When I open a Barbara Hambly novel, whether a 1920s
Hollywood mystery, a fantasy-with-dragons, or a disturbingly dark vampire tale,
I’m in for a treat. Hambly’s touch is deft, never overwrought, her knowledge of
history and human nature unerring, and her characters, memorable. One of my
favorites is Benjamin January, born a slave in early 19th Century
Louisiana, freed and then educated as a surgeon (and musician) in Paris, now
back in New Orleans. Over the course of the preceding volumes, he’s cobbled
together a living as a musician playing at parties and other events by the rich
whites of the city, while solving more mysteries than a raft of Sherlock
Holmses, despite the intricate mores of the old French culture and the
encroaching danger of the American way of slavery. He’s in constant danger of
being kidnapped, his freedom papers destroyed, and being sold to a plantation
and a short, brutal life in the sugar cane fields. Despite all this, he has married
an extraordinary Black woman and made more than a few friends, some of them
white. The one thing he’s never wanted to get involved with is American
politics.
But it’s 1840 and William Henry Harrison is running for
president. The campaign involves a monumental rally with speeches, fireworks, balls,
and dinner parties, and Ben badly needs the meager pay in an otherwise dead
season. In the midst of the campaign, a privileged young white woman, a determined
flirt notorious for setting her suitors against each other, is found murdered. Suspicion
lands, quite illogically, on a Black woman, Catherine, Ben’s dear friend and first,
unrequited love.
As with previous Ben January mysteries, the fascinating
historical detail, plot twists, engaging characters, and deeply felt but
restrained emotion kept me turning the pages. This book continues the earlier focus
on the precarious condition of Black people in pre-Civil War New Orleans. It
seemed to me, however, that the contradictions, turmoil, and simmering anger of
Ben and his community came to the fore more powerfully. Perhaps that is due to
the countdown to the Civil War or the grinding decades of oppression and fear,
the perpetual risk of enslavement and necessity of humbling himself before men
who cannot compare with his education, culture, and achievements, let alone his
intelligence and innate decency. These feelings are among the things Ben dares
not share with his few white friends (the unwashed but shrewd sheriff, the ex-addict
Latin-quoting violinist), yet are instantly understood by the entire Black community.
Like all of Hambly’s work, highly recommended.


_The problem_
Because the material must match the original, reproduce every line of it exactly.

[[ Exercise materials, beginning ]]

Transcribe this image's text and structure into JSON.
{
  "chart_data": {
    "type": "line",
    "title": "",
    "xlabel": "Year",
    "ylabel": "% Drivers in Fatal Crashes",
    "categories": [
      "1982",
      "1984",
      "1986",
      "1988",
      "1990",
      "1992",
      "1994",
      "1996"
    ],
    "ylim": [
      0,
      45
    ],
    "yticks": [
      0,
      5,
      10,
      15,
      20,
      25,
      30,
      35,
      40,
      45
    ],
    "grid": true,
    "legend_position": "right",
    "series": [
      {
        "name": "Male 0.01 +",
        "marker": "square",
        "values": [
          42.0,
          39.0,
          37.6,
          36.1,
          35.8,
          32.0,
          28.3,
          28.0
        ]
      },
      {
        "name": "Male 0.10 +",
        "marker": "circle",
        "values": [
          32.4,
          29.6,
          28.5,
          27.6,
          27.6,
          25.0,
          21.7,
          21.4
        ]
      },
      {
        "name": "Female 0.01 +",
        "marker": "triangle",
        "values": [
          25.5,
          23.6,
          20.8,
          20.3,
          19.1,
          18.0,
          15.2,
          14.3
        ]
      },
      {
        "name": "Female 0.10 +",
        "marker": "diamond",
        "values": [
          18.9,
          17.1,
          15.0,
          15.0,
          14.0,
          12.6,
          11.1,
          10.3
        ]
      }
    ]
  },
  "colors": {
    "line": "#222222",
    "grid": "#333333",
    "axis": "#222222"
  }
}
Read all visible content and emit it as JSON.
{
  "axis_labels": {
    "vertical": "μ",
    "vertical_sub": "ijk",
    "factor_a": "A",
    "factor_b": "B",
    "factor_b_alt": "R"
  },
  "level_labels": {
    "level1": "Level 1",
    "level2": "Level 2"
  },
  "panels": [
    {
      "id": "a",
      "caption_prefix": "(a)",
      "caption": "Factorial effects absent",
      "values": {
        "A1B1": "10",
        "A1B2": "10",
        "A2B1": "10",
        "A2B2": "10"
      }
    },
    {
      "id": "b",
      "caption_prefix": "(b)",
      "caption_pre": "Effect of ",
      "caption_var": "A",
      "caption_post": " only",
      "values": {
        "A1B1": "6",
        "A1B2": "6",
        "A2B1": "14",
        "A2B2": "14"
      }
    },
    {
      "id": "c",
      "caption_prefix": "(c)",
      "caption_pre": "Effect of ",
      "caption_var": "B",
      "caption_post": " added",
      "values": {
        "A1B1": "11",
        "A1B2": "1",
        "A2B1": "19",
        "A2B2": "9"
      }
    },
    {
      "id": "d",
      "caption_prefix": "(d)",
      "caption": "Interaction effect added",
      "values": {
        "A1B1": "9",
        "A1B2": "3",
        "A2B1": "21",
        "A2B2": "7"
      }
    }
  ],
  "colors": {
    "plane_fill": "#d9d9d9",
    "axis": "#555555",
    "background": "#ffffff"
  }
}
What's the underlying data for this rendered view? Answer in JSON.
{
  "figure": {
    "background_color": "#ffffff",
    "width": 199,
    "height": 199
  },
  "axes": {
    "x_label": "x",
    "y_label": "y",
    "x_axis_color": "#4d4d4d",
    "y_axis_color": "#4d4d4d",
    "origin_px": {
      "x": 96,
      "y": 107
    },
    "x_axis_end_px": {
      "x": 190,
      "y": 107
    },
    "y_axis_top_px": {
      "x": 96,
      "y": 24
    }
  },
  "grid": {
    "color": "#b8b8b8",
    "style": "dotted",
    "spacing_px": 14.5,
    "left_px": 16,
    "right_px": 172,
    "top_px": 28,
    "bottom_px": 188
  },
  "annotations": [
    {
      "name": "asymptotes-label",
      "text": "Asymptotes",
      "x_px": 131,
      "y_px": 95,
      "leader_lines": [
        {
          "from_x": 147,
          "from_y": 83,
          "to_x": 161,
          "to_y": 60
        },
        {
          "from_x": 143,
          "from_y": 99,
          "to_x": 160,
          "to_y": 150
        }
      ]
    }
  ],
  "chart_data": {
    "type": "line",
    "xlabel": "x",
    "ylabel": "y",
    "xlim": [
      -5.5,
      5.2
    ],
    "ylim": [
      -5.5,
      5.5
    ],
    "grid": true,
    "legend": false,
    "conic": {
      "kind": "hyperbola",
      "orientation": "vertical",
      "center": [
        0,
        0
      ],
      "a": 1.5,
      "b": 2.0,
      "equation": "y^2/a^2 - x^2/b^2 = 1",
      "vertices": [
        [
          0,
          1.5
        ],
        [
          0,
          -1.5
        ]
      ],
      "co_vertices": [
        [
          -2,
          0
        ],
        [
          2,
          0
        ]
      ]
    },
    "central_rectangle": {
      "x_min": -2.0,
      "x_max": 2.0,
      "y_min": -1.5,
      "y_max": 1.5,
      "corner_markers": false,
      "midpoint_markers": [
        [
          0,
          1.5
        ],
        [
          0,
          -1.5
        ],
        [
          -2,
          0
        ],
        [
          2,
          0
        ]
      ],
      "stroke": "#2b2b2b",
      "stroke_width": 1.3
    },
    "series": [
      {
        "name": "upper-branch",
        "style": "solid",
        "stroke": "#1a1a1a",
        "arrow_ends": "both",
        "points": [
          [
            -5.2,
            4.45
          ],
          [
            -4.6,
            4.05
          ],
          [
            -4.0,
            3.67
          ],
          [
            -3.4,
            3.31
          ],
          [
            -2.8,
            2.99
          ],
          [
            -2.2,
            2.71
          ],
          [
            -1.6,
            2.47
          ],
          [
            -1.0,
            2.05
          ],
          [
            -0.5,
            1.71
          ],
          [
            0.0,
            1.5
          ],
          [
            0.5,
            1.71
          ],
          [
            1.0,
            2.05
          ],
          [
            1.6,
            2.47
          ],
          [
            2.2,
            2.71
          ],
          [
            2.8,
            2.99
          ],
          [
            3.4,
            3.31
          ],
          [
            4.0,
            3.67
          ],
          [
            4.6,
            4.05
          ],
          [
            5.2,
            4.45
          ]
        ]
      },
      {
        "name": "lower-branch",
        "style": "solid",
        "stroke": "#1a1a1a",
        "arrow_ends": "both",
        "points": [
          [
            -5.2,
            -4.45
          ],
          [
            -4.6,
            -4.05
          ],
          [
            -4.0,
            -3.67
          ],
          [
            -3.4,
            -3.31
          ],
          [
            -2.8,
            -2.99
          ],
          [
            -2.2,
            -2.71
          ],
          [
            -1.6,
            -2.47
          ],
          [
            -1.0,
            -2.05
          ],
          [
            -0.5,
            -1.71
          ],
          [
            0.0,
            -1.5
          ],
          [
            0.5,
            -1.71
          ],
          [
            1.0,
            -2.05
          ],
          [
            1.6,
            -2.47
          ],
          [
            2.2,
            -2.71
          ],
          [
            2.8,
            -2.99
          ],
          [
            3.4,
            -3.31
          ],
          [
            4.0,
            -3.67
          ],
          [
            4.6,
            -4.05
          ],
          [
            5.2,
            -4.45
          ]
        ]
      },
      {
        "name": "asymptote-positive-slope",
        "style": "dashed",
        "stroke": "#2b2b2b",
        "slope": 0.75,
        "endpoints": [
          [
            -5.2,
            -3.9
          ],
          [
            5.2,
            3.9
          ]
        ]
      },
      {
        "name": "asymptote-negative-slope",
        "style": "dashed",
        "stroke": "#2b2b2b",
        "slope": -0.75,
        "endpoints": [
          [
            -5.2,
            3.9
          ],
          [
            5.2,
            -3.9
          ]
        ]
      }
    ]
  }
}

[[ Exercise materials, end ]]

_Result for this task_
Transcribe this image's text and structure into JSON.
{
  "chart_data": {
    "type": "line",
    "title": "",
    "xlabel": "Year",
    "ylabel": "% Drivers in Fatal Crashes",
    "categories": [
      "1982",
      "1984",
      "1986",
      "1988",
      "1990",
      "1992",
      "1994",
      "1996"
    ],
    "ylim": [
      0,
      45
    ],
    "yticks": [
      0,
      5,
      10,
      15,
      20,
      25,
      30,
      35,
      40,
      45
    ],
    "grid": true,
    "legend_position": "right",
    "series": [
      {
        "name": "Male 0.01 +",
        "marker": "square",
        "values": [
          42.0,
          39.0,
          37.6,
          36.1,
          35.8,
          32.0,
          28.3,
          28.0
        ]
      },
      {
        "name": "Male 0.10 +",
        "marker": "circle",
        "values": [
          32.4,
          29.6,
          28.5,
          27.6,
          27.6,
          25.0,
          21.7,
          21.4
        ]
      },
      {
        "name": "Female 0.01 +",
        "marker": "triangle",
        "values": [
          25.5,
          23.6,
          20.8,
          20.3,
          19.1,
          18.0,
          15.2,
          14.3
        ]
      },
      {
        "name": "Female 0.10 +",
        "marker": "diamond",
        "values": [
          18.9,
          17.1,
          15.0,
          15.0,
          14.0,
          12.6,
          11.1,
          10.3
        ]
      }
    ]
  },
  "colors": {
    "line": "#222222",
    "grid": "#333333",
    "axis": "#222222"
  }
}
Read all visible content and emit it as JSON.
{
  "axis_labels": {
    "vertical": "μ",
    "vertical_sub": "ijk",
    "factor_a": "A",
    "factor_b": "B",
    "factor_b_alt": "R"
  },
  "level_labels": {
    "level1": "Level 1",
    "level2": "Level 2"
  },
  "panels": [
    {
      "id": "a",
      "caption_prefix": "(a)",
      "caption": "Factorial effects absent",
      "values": {
        "A1B1": "10",
        "A1B2": "10",
        "A2B1": "10",
        "A2B2": "10"
      }
    },
    {
      "id": "b",
      "caption_prefix": "(b)",
      "caption_pre": "Effect of ",
      "caption_var": "A",
      "caption_post": " only",
      "values": {
        "A1B1": "6",
        "A1B2": "6",
        "A2B1": "14",
        "A2B2": "14"
      }
    },
    {
      "id": "c",
      "caption_prefix": "(c)",
      "caption_pre": "Effect of ",
      "caption_var": "B",
      "caption_post": " added",
      "values": {
        "A1B1": "11",
        "A1B2": "1",
        "A2B1": "19",
        "A2B2": "9"
      }
    },
    {
      "id": "d",
      "caption_prefix": "(d)",
      "caption": "Interaction effect added",
      "values": {
        "A1B1": "9",
        "A1B2": "3",
        "A2B1": "21",
        "A2B2": "7"
      }
    }
  ],
  "colors": {
    "plane_fill": "#d9d9d9",
    "axis": "#555555",
    "background": "#ffffff"
  }
}
What's the underlying data for this rendered view? Answer in JSON.
{
  "figure": {
    "background_color": "#ffffff",
    "width": 199,
    "height": 199
  },
  "axes": {
    "x_label": "x",
    "y_label": "y",
    "x_axis_color": "#4d4d4d",
    "y_axis_color": "#4d4d4d",
    "origin_px": {
      "x": 96,
      "y": 107
    },
    "x_axis_end_px": {
      "x": 190,
      "y": 107
    },
    "y_axis_top_px": {
      "x": 96,
      "y": 24
    }
  },
  "grid": {
    "color": "#b8b8b8",
    "style": "dotted",
    "spacing_px": 14.5,
    "left_px": 16,
    "right_px": 172,
    "top_px": 28,
    "bottom_px": 188
  },
  "annotations": [
    {
      "name": "asymptotes-label",
      "text": "Asymptotes",
      "x_px": 131,
      "y_px": 95,
      "leader_lines": [
        {
          "from_x": 147,
          "from_y": 83,
          "to_x": 161,
          "to_y": 60
        },
        {
          "from_x": 143,
          "from_y": 99,
          "to_x": 160,
          "to_y": 150
        }
      ]
    }
  ],
  "chart_data": {
    "type": "line",
    "xlabel": "x",
    "ylabel": "y",
    "xlim": [
      -5.5,
      5.2
    ],
    "ylim": [
      -5.5,
      5.5
    ],
    "grid": true,
    "legend": false,
    "conic": {
      "kind": "hyperbola",
      "orientation": "vertical",
      "center": [
        0,
        0
      ],
      "a": 1.5,
      "b": 2.0,
      "equation": "y^2/a^2 - x^2/b^2 = 1",
      "vertices": [
        [
          0,
          1.5
        ],
        [
          0,
          -1.5
        ]
      ],
      "co_vertices": [
        [
          -2,
          0
        ],
        [
          2,
          0
        ]
      ]
    },
    "central_rectangle": {
      "x_min": -2.0,
      "x_max": 2.0,
      "y_min": -1.5,
      "y_max": 1.5,
      "corner_markers": false,
      "midpoint_markers": [
        [
          0,
          1.5
        ],
        [
          0,
          -1.5
        ],
        [
          -2,
          0
        ],
        [
          2,
          0
        ]
      ],
      "stroke": "#2b2b2b",
      "stroke_width": 1.3
    },
    "series": [
      {
        "name": "upper-branch",
        "style": "solid",
        "stroke": "#1a1a1a",
        "arrow_ends": "both",
        "points": [
          [
            -5.2,
            4.45
          ],
          [
            -4.6,
            4.05
          ],
          [
            -4.0,
            3.67
          ],
          [
            -3.4,
            3.31
          ],
          [
            -2.8,
            2.99
          ],
          [
            -2.2,
            2.71
          ],
          [
            -1.6,
            2.47
          ],
          [
            -1.0,
            2.05
          ],
          [
            -0.5,
            1.71
          ],
          [
            0.0,
            1.5
          ],
          [
            0.5,
            1.71
          ],
          [
            1.0,
            2.05
          ],
          [
            1.6,
            2.47
          ],
          [
            2.2,
            2.71
          ],
          [
            2.8,
            2.99
          ],
          [
            3.4,
            3.31
          ],
          [
            4.0,
            3.67
          ],
          [
            4.6,
            4.05
          ],
          [
            5.2,
            4.45
          ]
        ]
      },
      {
        "name": "lower-branch",
        "style": "solid",
        "stroke": "#1a1a1a",
        "arrow_ends": "both",
        "points": [
          [
            -5.2,
            -4.45
          ],
          [
            -4.6,
            -4.05
          ],
          [
            -4.0,
            -3.67
          ],
          [
            -3.4,
            -3.31
          ],
          [
            -2.8,
            -2.99
          ],
          [
            -2.2,
            -2.71
          ],
          [
            -1.6,
            -2.47
          ],
          [
            -1.0,
            -2.05
          ],
          [
            -0.5,
            -1.71
          ],
          [
            0.0,
            -1.5
          ],
          [
            0.5,
            -1.71
          ],
          [
            1.0,
            -2.05
          ],
          [
            1.6,
            -2.47
          ],
          [
            2.2,
            -2.71
          ],
          [
            2.8,
            -2.99
          ],
          [
            3.4,
            -3.31
          ],
          [
            4.0,
            -3.67
          ],
          [
            4.6,
            -4.05
          ],
          [
            5.2,
            -4.45
          ]
        ]
      },
      {
        "name": "asymptote-positive-slope",
        "style": "dashed",
        "stroke": "#2b2b2b",
        "slope": 0.75,
        "endpoints": [
          [
            -5.2,
            -3.9
          ],
          [
            5.2,
            3.9
          ]
        ]
      },
      {
        "name": "asymptote-negative-slope",
        "style": "dashed",
        "stroke": "#2b2b2b",
        "slope": -0.75,
        "endpoints": [
          [
            -5.2,
            3.9
          ],
          [
            5.2,
            -3.9
          ]
        ]
      }
    ]
  }
}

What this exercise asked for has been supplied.